Mary? Right, Mary. His sister. What, sister? He nods once, because words are temporarily unavailable, and watches Lara start unpacking the food.
Manon is giving him a look, like she’s trying to access his thoughts, which would be scary if he had any right now. Daniela smiles briefly before stuffing her mouth with a breadstick, Megan waves from where her face is way too close to the microwave --why is there a kitchen in the rehearsal room?-- and Yoonchae looks at him with bright eyes. She opens her mouth to speak when Dumb Ryan’s voice snaps him back to the room.
“Alright, that’s enough.” Ryan claps once, like it’s supposed to mean much. “You can eat after rehearsal. Let’s get back to work.”
“Ryan, it’s 5 p.m. They’ve been here since this morning.”
Ryan does that thing that has always annoyed Sam since the moment Mary introduced him as her boyfriend four months ago. That little breathy laugh at nothing, not even a full laugh—just huh through the nose. Like your presence is amusing enough. “Choi, you can’t walk into my rehearsal and tell me how to run it.”
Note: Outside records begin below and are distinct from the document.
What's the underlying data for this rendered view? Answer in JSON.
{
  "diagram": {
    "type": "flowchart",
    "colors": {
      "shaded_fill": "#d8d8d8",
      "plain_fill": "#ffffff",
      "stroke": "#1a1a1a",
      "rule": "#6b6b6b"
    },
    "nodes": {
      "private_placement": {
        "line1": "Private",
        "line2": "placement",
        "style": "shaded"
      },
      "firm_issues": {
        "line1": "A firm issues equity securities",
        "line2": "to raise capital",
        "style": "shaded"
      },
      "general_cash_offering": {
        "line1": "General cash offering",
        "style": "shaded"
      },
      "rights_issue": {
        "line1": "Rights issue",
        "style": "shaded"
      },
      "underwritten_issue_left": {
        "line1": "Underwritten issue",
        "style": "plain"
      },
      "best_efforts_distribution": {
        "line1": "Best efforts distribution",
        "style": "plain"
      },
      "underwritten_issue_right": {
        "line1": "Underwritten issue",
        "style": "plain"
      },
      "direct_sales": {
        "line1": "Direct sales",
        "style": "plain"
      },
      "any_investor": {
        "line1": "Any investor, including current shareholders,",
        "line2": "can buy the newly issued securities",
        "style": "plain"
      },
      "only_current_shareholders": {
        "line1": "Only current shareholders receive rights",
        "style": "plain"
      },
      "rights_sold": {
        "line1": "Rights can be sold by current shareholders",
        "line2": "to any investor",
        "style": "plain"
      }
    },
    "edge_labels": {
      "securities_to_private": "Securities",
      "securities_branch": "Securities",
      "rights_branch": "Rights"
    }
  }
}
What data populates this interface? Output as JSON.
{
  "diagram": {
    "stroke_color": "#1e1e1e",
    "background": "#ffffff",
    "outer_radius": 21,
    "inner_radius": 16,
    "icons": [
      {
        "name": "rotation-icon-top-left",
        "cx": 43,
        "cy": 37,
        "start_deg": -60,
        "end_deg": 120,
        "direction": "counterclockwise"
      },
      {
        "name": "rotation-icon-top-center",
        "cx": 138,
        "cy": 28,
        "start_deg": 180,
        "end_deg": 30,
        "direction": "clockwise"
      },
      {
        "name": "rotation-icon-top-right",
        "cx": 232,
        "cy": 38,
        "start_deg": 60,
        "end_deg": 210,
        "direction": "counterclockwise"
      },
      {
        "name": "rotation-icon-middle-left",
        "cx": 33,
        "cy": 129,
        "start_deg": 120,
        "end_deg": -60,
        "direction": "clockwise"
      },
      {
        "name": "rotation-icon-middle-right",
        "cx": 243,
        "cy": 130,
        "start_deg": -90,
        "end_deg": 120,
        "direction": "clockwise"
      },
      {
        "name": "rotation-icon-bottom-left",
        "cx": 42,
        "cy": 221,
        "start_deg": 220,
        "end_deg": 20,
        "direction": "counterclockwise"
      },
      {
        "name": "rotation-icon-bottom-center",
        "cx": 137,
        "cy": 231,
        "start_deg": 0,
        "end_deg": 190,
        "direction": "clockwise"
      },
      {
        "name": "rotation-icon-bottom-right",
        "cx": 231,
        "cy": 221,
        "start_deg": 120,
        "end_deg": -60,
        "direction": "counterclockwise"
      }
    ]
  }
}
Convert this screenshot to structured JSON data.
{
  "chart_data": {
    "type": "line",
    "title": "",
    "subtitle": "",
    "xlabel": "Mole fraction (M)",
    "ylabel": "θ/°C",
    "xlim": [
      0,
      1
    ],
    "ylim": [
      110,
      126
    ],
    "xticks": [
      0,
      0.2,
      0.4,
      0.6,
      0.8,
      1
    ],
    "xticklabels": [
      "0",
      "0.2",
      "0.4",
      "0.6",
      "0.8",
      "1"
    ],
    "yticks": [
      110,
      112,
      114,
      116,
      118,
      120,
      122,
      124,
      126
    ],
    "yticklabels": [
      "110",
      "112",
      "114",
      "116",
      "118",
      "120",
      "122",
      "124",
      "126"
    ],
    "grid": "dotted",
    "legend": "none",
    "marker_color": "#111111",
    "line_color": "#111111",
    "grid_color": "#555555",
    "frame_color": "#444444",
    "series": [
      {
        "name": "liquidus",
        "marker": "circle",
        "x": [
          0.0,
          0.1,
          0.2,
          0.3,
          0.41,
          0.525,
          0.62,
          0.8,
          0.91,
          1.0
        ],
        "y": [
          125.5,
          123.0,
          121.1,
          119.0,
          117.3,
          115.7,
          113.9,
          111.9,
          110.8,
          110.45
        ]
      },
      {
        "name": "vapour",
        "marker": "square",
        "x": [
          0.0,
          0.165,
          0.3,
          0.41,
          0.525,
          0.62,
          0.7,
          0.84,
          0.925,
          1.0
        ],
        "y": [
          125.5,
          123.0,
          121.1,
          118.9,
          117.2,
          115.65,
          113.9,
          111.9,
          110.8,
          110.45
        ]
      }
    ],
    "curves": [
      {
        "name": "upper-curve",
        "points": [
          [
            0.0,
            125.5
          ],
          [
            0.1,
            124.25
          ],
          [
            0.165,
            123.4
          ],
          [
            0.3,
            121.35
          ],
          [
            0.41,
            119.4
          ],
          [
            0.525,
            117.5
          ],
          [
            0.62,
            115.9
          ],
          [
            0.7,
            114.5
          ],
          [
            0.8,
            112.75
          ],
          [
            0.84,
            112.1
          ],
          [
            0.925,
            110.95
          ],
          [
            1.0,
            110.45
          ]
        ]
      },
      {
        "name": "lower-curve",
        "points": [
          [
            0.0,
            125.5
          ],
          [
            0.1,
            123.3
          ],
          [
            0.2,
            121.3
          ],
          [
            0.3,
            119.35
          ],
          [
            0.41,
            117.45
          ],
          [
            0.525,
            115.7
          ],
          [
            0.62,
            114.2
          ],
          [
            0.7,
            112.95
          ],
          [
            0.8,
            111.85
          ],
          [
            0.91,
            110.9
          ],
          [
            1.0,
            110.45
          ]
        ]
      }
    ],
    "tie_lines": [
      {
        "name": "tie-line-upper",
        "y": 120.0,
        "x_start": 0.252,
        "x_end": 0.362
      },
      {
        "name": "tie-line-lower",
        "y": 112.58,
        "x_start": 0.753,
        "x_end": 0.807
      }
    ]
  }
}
“I’m not telling you what to do,” Sam says evenly. “I’m just saying, being humane can’t hurt you that much?”
Ryan turns to sit again, like that’s that. “Let’s run again.”
Sam watches the girls swallow before they managed to grab, eyes flickering to Sam and then Sophia. They get back to running harmonies like nothing happened, but Sam sees the way their eye flicker to the clock and the bags on the table.
He should leave, logically, he knows that. He should probably find where the hell Mary is. But Dumb Ryan gets on his nerves again. “No, no--” his voice is sharp. “That pitch is flat. You’re pushing from your throat, Megan, come on.”
Sam does the mature thing and leans close to Ryan, reading the sheet music with his head almost on Ryan’s shoulder. He hears one of the girls snort. “Can I help you?”
“That’s not a pitch issue,” Sam says. “It’s breath support. Maybe don’t ask them to sustain without reset. They’re tired.”
Really, Sam isn’t usually like this. He’s polite, mostly. Too Korean to be a brat. But Dumb Ryan always brought the worst of him, and he’s particularly not fond of people who justify a poor attitude with whatever made-up title they think gives them power.
“Sam, please,” Ryan says, smile thin. “I didn’t ask for a Broadway dropout to assist my sessions.”
“Then maybe don’t run your sessions like you want them to drop out too.”
Sophia calls his name, raises an eyebrow he’s familiar with: behave.
Ryan’s nose flares, and he looks around to check who’s witnessing his humiliation. Sam tightens the black belt around his waist, a thoughtless tug, muscle memory recall of technique. Maybe that’s what sets Ryan off.
Some unconscious, animal thing. Posturing without meaning to.
Sam doesn’t see the punch coming.
It’s fast and sloppy-- all shoulder and ego. Sam briefly thinks about poor technique. Then there’s the dull crack-- wet, like knuckles hitting cartilage instead of bone. Pressure caves his face inward, familiar and sharp, and everything is a mess of heat and tears and red.
He’s taken enough kicks to the face to know better than to panic. Tastes like iron. Feels it warm against his upper lip, already dripping. He laughs once—disbelieving, mostly-- even as his eyes burn with tears.
If he were Ryan, and his hand probably wasn’t broken, he’d swing again just for that.
Ryan swears loudly, clutching his hand.
Sophia is between them instantly, one hand on Sam’s chest, the other trying to look at his nose. “Jesus—Sam—”
He lets her see because he’s ruined her day enough as it is. She tilts his head back and the blood falls on his mouth. He feels it when he grins at Ryan. “Hey, you good?”
Dumb Ryan glares.
“Because,” Sam adds lightly. “I think you broke your hand.”
note: fun one to write, hope you like it!!